Output all records exactly.

++++++++++++++++++++

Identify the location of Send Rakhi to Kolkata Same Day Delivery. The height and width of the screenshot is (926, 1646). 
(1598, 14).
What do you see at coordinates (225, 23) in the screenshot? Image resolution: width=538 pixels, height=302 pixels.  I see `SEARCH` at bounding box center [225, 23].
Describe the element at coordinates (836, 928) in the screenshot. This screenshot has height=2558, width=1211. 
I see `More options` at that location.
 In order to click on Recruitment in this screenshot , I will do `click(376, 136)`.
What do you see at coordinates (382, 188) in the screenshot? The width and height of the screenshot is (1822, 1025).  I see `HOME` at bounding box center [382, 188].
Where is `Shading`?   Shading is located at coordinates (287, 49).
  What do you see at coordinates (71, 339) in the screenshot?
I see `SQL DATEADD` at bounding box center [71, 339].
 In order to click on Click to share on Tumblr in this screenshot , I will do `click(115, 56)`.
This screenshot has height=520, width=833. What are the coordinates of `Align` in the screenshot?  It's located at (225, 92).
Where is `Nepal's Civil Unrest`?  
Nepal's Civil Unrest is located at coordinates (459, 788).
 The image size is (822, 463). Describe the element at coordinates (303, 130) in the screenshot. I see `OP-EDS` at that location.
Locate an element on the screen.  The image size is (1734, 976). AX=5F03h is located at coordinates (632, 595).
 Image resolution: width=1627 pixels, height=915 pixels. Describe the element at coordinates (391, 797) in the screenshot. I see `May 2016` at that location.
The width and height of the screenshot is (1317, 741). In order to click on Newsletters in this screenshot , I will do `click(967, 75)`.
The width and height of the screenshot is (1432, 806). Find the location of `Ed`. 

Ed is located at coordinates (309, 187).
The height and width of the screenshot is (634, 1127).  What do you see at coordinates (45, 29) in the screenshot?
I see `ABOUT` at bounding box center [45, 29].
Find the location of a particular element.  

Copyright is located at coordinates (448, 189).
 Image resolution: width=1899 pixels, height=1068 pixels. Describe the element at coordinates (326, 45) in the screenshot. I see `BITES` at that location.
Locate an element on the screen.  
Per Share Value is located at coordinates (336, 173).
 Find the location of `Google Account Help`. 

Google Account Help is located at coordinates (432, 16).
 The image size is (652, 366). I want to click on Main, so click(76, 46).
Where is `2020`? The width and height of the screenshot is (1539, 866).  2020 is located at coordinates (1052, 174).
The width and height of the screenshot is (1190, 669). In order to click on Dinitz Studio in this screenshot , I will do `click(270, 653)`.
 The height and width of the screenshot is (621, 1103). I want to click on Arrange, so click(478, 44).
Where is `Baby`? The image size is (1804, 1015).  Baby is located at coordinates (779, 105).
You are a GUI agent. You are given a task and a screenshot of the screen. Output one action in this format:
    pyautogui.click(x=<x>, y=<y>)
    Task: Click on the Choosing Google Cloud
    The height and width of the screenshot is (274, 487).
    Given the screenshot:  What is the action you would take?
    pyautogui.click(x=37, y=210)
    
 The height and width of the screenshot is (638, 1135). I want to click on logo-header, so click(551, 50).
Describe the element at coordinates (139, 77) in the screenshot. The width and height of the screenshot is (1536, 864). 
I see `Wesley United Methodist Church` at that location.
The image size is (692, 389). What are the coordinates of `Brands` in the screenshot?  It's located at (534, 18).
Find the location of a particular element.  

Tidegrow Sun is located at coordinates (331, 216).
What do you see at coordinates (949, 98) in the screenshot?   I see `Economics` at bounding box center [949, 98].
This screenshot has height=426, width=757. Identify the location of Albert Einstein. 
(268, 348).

++++++++++++++++++++

-- Written response --
Identify the location of Send Rakhi to Kolkata Same Day Delivery. The height and width of the screenshot is (926, 1646). 
(1598, 14).
What do you see at coordinates (225, 23) in the screenshot? Image resolution: width=538 pixels, height=302 pixels.  I see `SEARCH` at bounding box center [225, 23].
Describe the element at coordinates (836, 928) in the screenshot. This screenshot has height=2558, width=1211. 
I see `More options` at that location.
 In order to click on Recruitment in this screenshot , I will do `click(376, 136)`.
What do you see at coordinates (382, 188) in the screenshot? The width and height of the screenshot is (1822, 1025).  I see `HOME` at bounding box center [382, 188].
Where is `Shading`?   Shading is located at coordinates (287, 49).
  What do you see at coordinates (71, 339) in the screenshot?
I see `SQL DATEADD` at bounding box center [71, 339].
 In order to click on Click to share on Tumblr in this screenshot , I will do `click(115, 56)`.
This screenshot has height=520, width=833. What are the coordinates of `Align` in the screenshot?  It's located at (225, 92).
Where is `Nepal's Civil Unrest`?  
Nepal's Civil Unrest is located at coordinates (459, 788).
 The image size is (822, 463). Describe the element at coordinates (303, 130) in the screenshot. I see `OP-EDS` at that location.
Locate an element on the screen.  The image size is (1734, 976). AX=5F03h is located at coordinates (632, 595).
 Image resolution: width=1627 pixels, height=915 pixels. Describe the element at coordinates (391, 797) in the screenshot. I see `May 2016` at that location.
The width and height of the screenshot is (1317, 741). In order to click on Newsletters in this screenshot , I will do `click(967, 75)`.
The width and height of the screenshot is (1432, 806). Find the location of `Ed`. 

Ed is located at coordinates (309, 187).
The height and width of the screenshot is (634, 1127).  What do you see at coordinates (45, 29) in the screenshot?
I see `ABOUT` at bounding box center [45, 29].
Find the location of a particular element.  

Copyright is located at coordinates (448, 189).
 Image resolution: width=1899 pixels, height=1068 pixels. Describe the element at coordinates (326, 45) in the screenshot. I see `BITES` at that location.
Locate an element on the screen.  
Per Share Value is located at coordinates (336, 173).
 Find the location of `Google Account Help`. 

Google Account Help is located at coordinates (432, 16).
 The image size is (652, 366). I want to click on Main, so click(76, 46).
Where is `2020`? The width and height of the screenshot is (1539, 866).  2020 is located at coordinates (1052, 174).
The width and height of the screenshot is (1190, 669). In order to click on Dinitz Studio in this screenshot , I will do `click(270, 653)`.
 The height and width of the screenshot is (621, 1103). I want to click on Arrange, so click(478, 44).
Where is `Baby`? The image size is (1804, 1015).  Baby is located at coordinates (779, 105).
You are a GUI agent. You are given a task and a screenshot of the screen. Output one action in this format:
    pyautogui.click(x=<x>, y=<y>)
    Task: Click on the Choosing Google Cloud
    The height and width of the screenshot is (274, 487).
    Given the screenshot:  What is the action you would take?
    pyautogui.click(x=37, y=210)
    
 The height and width of the screenshot is (638, 1135). I want to click on logo-header, so click(551, 50).
Describe the element at coordinates (139, 77) in the screenshot. The width and height of the screenshot is (1536, 864). 
I see `Wesley United Methodist Church` at that location.
The image size is (692, 389). What are the coordinates of `Brands` in the screenshot?  It's located at (534, 18).
Find the location of a particular element.  

Tidegrow Sun is located at coordinates (331, 216).
What do you see at coordinates (949, 98) in the screenshot?   I see `Economics` at bounding box center [949, 98].
This screenshot has height=426, width=757. Identify the location of Albert Einstein. 
(268, 348).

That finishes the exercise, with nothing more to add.